Wall Street investors can be fickle beasts. Take Salesforce as an example. The CRM giant announced a $5.82 billion quarter when it reported earnings yesterday. Revenue was up 20% year over year. The company also reported $21.25 billion in total revenue for the just-closed FY2021, up 24% YoY. If that wasn’t enough, it raised its FY2022 guidance (its upcoming fiscal year) to over $25 billion. What’s not to like?
You want higher quarterly revenue, Salesforce gave you higher revenue. You want high growth and solid projected revenue — check and check. In fact, it’s hard to find anything to complain about in the report. The company is performing and growing at a rate that is remarkable for an organization of its size and maturity — and it is expected to continue to perform and grow.
How did Wall Street react to this stellar report? It punished the stock with the price down over 6%, a pretty dismal day considering the company brought home such a promising report card.
So what is going on here?
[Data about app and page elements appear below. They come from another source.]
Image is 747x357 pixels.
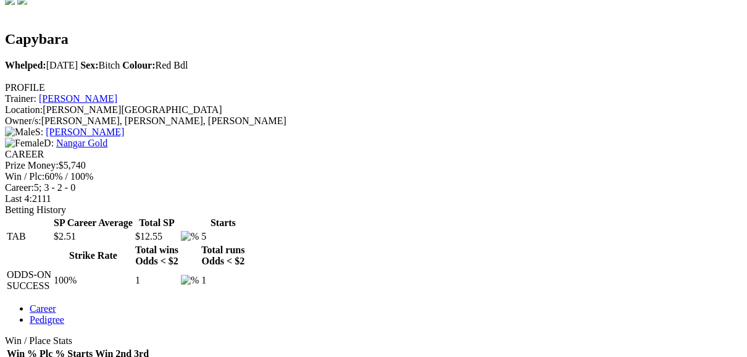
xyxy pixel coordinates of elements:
a: [PERSON_NAME] [39,93,117,104]
b: Sex: [80,60,98,70]
img: % [181,231,199,242]
span: Trainer: [5,93,36,104]
a: Nangar Gold [56,138,107,148]
a: Career [30,303,56,314]
div: 60% / 100% [5,171,742,182]
img: % [181,275,199,286]
span: D: [5,138,54,148]
div: [PERSON_NAME][GEOGRAPHIC_DATA] [5,104,742,116]
span: Last 4: [5,193,32,204]
span: Prize Money: [5,160,59,170]
th: Starts [201,217,245,229]
td: ODDS-ON SUCCESS [6,269,52,292]
th: Total wins Odds < $2 [135,244,179,267]
div: 2111 [5,193,742,204]
span: Red Bdl [122,60,188,70]
td: 100% [53,269,133,292]
td: TAB [6,230,52,243]
span: Location: [5,104,43,115]
img: Male [5,127,35,138]
div: $5,740 [5,160,742,171]
span: S: [5,127,43,137]
td: 1 [135,269,179,292]
div: [PERSON_NAME], [PERSON_NAME], [PERSON_NAME] [5,116,742,127]
th: Total runs Odds < $2 [201,244,245,267]
b: Whelped: [5,60,46,70]
div: Betting History [5,204,742,216]
td: $2.51 [53,230,133,243]
span: Win / Plc: [5,171,44,182]
span: Owner/s: [5,116,41,126]
img: Female [5,138,44,149]
div: Win / Place Stats [5,335,742,347]
a: [PERSON_NAME] [46,127,124,137]
th: Total SP [135,217,179,229]
span: [DATE] [5,60,78,70]
span: Bitch [80,60,120,70]
a: Pedigree [30,314,64,325]
div: CAREER [5,149,742,160]
th: SP Career Average [53,217,133,229]
span: Career: [5,182,34,193]
td: $12.55 [135,230,179,243]
div: PROFILE [5,82,742,93]
h2: Capybara [5,31,742,48]
td: 5 [201,230,245,243]
th: Strike Rate [53,244,133,267]
td: 1 [201,269,245,292]
b: Colour: [122,60,155,70]
div: 5; 3 - 2 - 0 [5,182,742,193]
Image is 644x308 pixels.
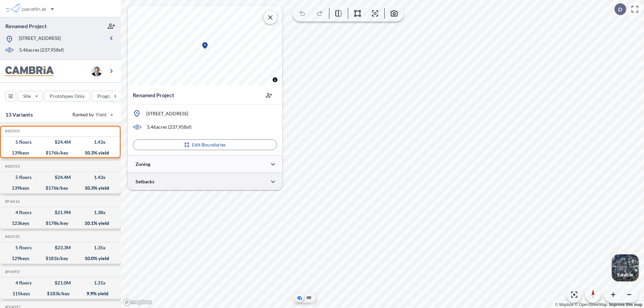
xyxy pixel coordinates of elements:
[4,234,20,239] h5: Click to copy the code
[5,22,47,30] p: Renamed Project
[146,110,188,117] p: [STREET_ADDRESS]
[91,91,128,101] button: Program
[555,302,573,307] a: Mapbox
[201,41,209,50] div: Map marker
[609,302,642,307] a: Improve this map
[18,91,42,101] button: Site
[19,35,61,43] p: [STREET_ADDRESS]
[5,66,54,76] img: BrandImage
[4,129,20,133] h5: Click to copy the code
[91,66,102,76] img: user logo
[44,91,90,101] button: Prototypes Only
[574,302,607,307] a: OpenStreetMap
[135,161,150,168] p: Zoning
[19,47,64,54] p: 5.46 acres ( 237,958 sf)
[50,93,84,100] p: Prototypes Only
[67,109,117,120] button: Ranked by Yield
[612,254,639,281] button: Switcher ImageSatellite
[192,142,226,148] p: Edit Boundaries
[296,294,304,302] button: Aerial View
[133,91,174,99] p: Renamed Project
[4,199,20,204] h5: Click to copy the code
[97,93,116,100] p: Program
[619,6,622,12] p: D
[123,298,152,306] a: Mapbox homepage
[133,139,277,150] button: Edit Boundaries
[4,269,20,274] h5: Click to copy the code
[612,254,639,281] img: Switcher Image
[271,76,279,84] button: Toggle attribution
[127,5,282,86] canvas: Map
[23,93,31,100] p: Site
[96,111,107,118] span: Yield
[4,164,20,169] h5: Click to copy the code
[147,124,192,130] p: 5.46 acres ( 237,958 sf)
[617,272,633,277] p: Satellite
[273,76,277,83] span: Toggle attribution
[5,111,33,119] p: 13 Variants
[305,294,313,302] button: Site Plan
It could be that investors simply don’t believe the growth is sustainable or that the company overpaid when it bought Slack at the end of last year for over $27 billion. It could be it’s just people overreacting to a cooling market this week. But if investors are looking for a high-growth company, Salesforce is delivering that.
While Slack was expensive, it reported revenue over $250 million yesterday, pushing it over the $1 billion run rate with more than 100 customers paying over $1 million in ARR. Those numbers will eventually get added to Salesforce’s bottom line.
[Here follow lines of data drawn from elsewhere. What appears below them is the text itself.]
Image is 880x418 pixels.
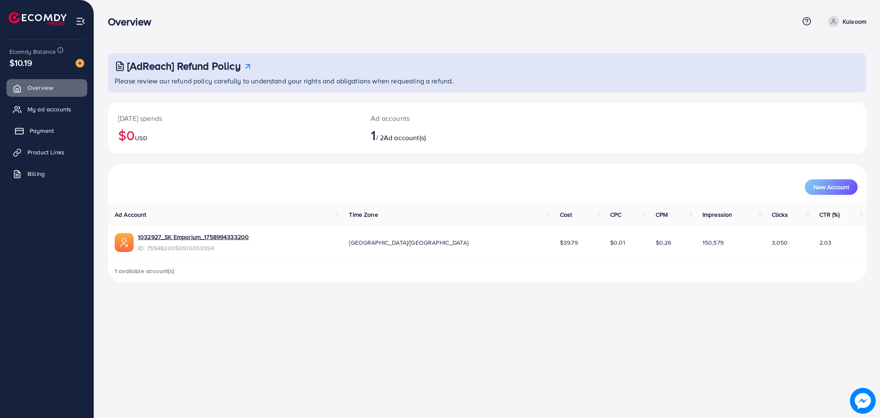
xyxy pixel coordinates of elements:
[9,56,32,69] span: $10.19
[819,238,832,247] span: 2.03
[118,127,350,143] h2: $0
[6,122,87,139] a: Payment
[76,59,84,67] img: image
[30,126,54,135] span: Payment
[138,232,249,241] a: 1032927_SK Emporium_1758994333200
[27,148,64,156] span: Product Links
[115,266,175,275] span: 1 available account(s)
[115,76,861,86] p: Please review our refund policy carefully to understand your rights and obligations when requesti...
[850,388,876,413] img: image
[805,179,857,195] button: New Account
[6,79,87,96] a: Overview
[6,165,87,182] a: Billing
[560,210,572,219] span: Cost
[6,101,87,118] a: My ad accounts
[813,184,849,190] span: New Account
[371,125,375,145] span: 1
[127,60,241,72] h3: [AdReach] Refund Policy
[76,16,85,26] img: menu
[9,12,67,25] img: logo
[108,15,158,28] h3: Overview
[115,233,134,252] img: ic-ads-acc.e4c84228.svg
[9,47,56,56] span: Ecomdy Balance
[371,113,540,123] p: Ad accounts
[656,210,668,219] span: CPM
[384,133,426,142] span: Ad account(s)
[138,244,249,252] span: ID: 7554820050510053394
[27,169,45,178] span: Billing
[135,134,147,142] span: USD
[702,210,732,219] span: Impression
[349,238,468,247] span: [GEOGRAPHIC_DATA]/[GEOGRAPHIC_DATA]
[656,238,671,247] span: $0.26
[824,16,866,27] a: Kulsoom
[27,105,71,113] span: My ad accounts
[6,143,87,161] a: Product Links
[819,210,839,219] span: CTR (%)
[842,16,866,27] p: Kulsoom
[118,113,350,123] p: [DATE] spends
[349,210,378,219] span: Time Zone
[371,127,540,143] h2: / 2
[702,238,723,247] span: 150,579
[560,238,578,247] span: $39.79
[115,210,146,219] span: Ad Account
[772,210,788,219] span: Clicks
[27,83,53,92] span: Overview
[772,238,788,247] span: 3,050
[610,210,621,219] span: CPC
[610,238,625,247] span: $0.01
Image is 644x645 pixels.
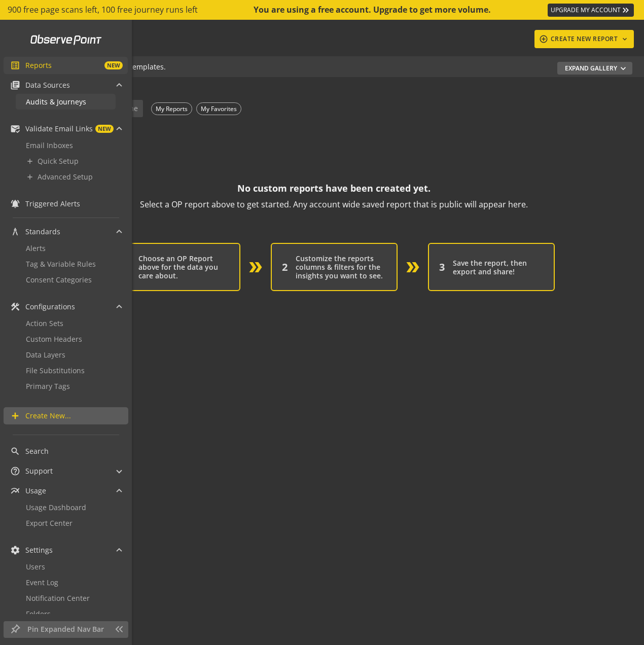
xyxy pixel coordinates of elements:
span: File Substitutions [26,366,85,375]
div: 2 [282,261,287,274]
mat-icon: architecture [10,226,20,237]
span: Advanced Setup [38,172,93,182]
div: My Reports [151,102,192,115]
mat-icon: construction [10,302,20,312]
div: Usage [4,499,128,539]
mat-icon: add_circle_outline [538,34,549,44]
p: No custom reports have been created yet. [238,180,431,196]
span: Custom Headers [26,334,82,344]
mat-icon: notifications_active [10,199,20,209]
mat-icon: multiline_chart [10,486,20,496]
mat-icon: add [26,157,34,166]
mat-icon: list_alt [10,60,20,70]
span: Folders [26,609,51,619]
div: Data Sources [4,94,128,118]
span: Validate Email Links [25,124,93,134]
mat-expansion-panel-header: Standards [4,223,128,241]
span: Quick Setup [38,156,78,166]
div: SAVED REPORTS [44,77,624,98]
a: ReportsNEW [4,57,128,74]
span: Usage Dashboard [26,503,86,512]
div: CREATE NEW REPORT [538,30,630,48]
span: Create New... [25,410,71,421]
a: Triggered Alerts [4,195,128,212]
span: 900 free page scans left, 100 free journey runs left [8,4,198,16]
mat-expansion-panel-header: Data Sources [4,77,128,94]
span: Alerts [26,243,46,253]
div: Choose an OP Report above for the data you care about. [138,254,229,280]
mat-icon: help_outline [10,466,20,476]
mat-icon: library_books [10,80,20,90]
span: Settings [25,545,53,555]
span: Triggered Alerts [25,199,80,209]
mat-expansion-panel-header: Support [4,463,128,479]
span: Data Layers [26,350,65,360]
mat-icon: settings [10,545,20,555]
mat-icon: add [26,173,34,181]
span: Consent Categories [26,275,92,285]
mat-icon: mark_email_read [10,124,20,134]
span: Tag & Variable Rules [26,259,96,269]
mat-expansion-panel-header: Configurations [4,298,128,315]
span: Export Center [26,518,73,528]
div: My Favorites [196,102,242,115]
span: Support [25,466,53,476]
div: Customize the reports columns & filters for the insights you want to see. [295,254,386,280]
mat-icon: search [10,446,20,456]
mat-expansion-panel-header: Settings [4,542,128,559]
mat-icon: expand_more [618,63,629,74]
span: Audits & Journeys [26,97,86,106]
mat-icon: keyboard_double_arrow_right [621,5,630,15]
mat-icon: keyboard_arrow_down [620,35,630,43]
span: Action Sets [26,318,63,328]
button: CREATE NEW REPORT [534,30,634,48]
button: Expand Gallery [557,62,632,74]
mat-expansion-panel-header: Usage [4,482,128,499]
div: Configurations [4,315,128,402]
span: Standards [25,226,60,237]
div: Validate Email LinksNEW [4,137,128,193]
span: Configurations [25,302,75,312]
span: Pin Expanded Nav Bar [27,624,109,634]
span: Notification Center [26,593,90,603]
div: There are not any report templates. [44,62,632,72]
span: Primary Tags [26,381,70,391]
span: Search [25,446,49,456]
span: Email Inboxes [26,140,73,150]
a: UPGRADE MY ACCOUNT [548,4,634,17]
a: Search [4,443,128,460]
span: Users [26,562,45,571]
span: Event Log [26,578,58,587]
mat-icon: add [10,410,20,421]
div: Save the report, then export and share! [453,258,544,276]
p: Select a OP report above to get started. Any account wide saved report that is public will appear... [140,196,528,212]
span: NEW [95,125,114,133]
div: You are using a free account. Upgrade to get more volume. [254,4,492,16]
span: Usage [25,486,46,496]
mat-expansion-panel-header: Validate Email LinksNEW [4,120,128,137]
a: Create New... [4,407,129,424]
span: Data Sources [25,80,70,90]
div: Standards [4,241,128,295]
div: 3 [439,261,445,274]
span: Reports [25,60,52,70]
span: NEW [104,61,123,70]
Canaccord Genuity analyst David Hynes Jr. wrote that he was baffled by investors’ reaction to this report. Like me, he saw a lot of positives. Yet Wall Street decided to focus on the negative, and see “the glass half empty,” as he put it in his note to investors.
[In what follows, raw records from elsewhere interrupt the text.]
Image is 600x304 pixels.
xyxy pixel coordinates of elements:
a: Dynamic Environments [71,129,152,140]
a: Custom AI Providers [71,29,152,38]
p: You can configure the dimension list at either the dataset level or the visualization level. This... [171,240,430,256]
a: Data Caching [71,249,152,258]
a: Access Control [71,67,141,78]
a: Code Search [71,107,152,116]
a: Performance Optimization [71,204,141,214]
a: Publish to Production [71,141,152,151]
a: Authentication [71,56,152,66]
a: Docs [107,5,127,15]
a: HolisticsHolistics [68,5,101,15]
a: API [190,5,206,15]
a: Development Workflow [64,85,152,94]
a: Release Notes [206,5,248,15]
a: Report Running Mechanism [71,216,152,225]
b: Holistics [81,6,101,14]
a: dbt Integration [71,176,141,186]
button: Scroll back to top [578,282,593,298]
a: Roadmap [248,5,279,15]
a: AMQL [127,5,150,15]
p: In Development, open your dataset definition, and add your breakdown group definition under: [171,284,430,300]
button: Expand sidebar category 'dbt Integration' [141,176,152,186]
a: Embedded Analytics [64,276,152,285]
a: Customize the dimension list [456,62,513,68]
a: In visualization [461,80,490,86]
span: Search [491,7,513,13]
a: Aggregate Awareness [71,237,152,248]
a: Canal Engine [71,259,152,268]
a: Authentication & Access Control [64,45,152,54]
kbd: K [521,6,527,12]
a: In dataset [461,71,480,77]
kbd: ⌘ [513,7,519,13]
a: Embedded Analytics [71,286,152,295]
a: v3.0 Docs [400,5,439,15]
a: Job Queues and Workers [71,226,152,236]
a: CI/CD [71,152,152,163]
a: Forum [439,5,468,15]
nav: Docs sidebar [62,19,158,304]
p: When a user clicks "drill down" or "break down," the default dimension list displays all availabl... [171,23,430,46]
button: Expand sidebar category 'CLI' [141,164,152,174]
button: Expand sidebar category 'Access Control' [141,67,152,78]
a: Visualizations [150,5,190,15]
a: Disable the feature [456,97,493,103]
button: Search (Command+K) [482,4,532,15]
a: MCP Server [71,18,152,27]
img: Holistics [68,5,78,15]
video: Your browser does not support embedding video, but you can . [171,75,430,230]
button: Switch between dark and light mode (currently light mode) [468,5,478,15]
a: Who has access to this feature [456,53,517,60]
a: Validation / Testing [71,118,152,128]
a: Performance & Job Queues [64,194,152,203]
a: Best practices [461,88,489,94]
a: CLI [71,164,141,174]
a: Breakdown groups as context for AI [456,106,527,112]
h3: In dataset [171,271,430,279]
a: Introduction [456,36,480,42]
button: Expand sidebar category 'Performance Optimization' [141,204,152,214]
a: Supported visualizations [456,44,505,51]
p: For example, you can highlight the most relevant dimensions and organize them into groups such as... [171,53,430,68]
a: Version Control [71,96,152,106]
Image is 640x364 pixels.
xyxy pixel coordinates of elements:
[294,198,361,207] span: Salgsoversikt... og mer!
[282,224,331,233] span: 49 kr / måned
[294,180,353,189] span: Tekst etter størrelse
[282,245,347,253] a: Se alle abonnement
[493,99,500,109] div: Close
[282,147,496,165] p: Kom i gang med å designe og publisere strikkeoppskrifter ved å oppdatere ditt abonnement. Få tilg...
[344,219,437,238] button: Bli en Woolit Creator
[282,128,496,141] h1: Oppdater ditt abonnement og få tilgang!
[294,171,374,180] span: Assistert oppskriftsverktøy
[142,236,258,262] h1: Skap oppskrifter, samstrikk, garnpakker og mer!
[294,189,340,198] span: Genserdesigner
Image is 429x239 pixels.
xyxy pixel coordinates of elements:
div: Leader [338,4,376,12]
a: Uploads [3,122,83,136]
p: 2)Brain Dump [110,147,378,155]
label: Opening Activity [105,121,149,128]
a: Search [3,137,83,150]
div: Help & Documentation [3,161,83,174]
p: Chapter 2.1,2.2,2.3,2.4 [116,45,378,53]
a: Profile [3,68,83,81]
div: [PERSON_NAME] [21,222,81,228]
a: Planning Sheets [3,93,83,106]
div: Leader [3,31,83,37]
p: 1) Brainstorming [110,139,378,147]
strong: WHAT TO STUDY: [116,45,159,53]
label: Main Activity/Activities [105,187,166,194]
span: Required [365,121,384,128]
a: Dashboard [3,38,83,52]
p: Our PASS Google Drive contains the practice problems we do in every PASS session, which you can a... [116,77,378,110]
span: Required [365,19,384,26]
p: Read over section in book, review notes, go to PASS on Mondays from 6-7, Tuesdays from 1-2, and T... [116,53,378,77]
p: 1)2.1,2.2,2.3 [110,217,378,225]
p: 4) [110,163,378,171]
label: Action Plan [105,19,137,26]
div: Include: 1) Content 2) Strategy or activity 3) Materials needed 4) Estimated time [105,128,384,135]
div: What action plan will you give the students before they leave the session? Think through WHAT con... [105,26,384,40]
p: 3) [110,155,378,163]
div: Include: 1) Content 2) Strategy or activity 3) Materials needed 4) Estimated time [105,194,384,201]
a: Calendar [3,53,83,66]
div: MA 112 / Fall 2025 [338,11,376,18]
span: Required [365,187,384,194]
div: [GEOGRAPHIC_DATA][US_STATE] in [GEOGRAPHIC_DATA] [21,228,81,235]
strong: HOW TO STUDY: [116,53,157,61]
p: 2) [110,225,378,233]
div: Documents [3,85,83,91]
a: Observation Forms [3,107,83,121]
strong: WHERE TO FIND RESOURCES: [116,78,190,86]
“The stock is clearly in the show-me camp, which means it’s likely to take another couple of quarters for investors to buy into the idea that fundamentals are actually quite solid here, and that Slack was opportunistic (and yes, pricey), but not an attempt to mask suddenly deteriorating growth,” Hynes wrote.
During the call with analysts yesterday, Brad Zelnick from Credit Suisse asked how well the company could accelerate out of the pandemic-induced economic malaise, and Gavin Patterson, Salesforce’s president and chief revenue officer, says the company is ready whenever the world moves past the pandemic.
“And let me reassure you, we are building the capability in terms of the sales force. You’d be delighted to hear that we’re investing significantly in terms of our direct sales force to take advantage of that demand. And I’m very confident we’ll be able to meet it. So I think you’re hearing today a message from us all that the business is strong, the pipeline is strong and we’ve got confidence going into the year,” Patterson said.
While Salesforce execs were clearly pumped up yesterday with good reason, there’s still doubt out in investor land that manifested itself in the stock starting down and staying down all day. It will be, as Hynes suggested, up to Salesforce to keep proving them wrong. As long as they keep producing quarters like the one they had this week, they should be just fine, regardless of what the naysayers on Wall Street may be thinking today.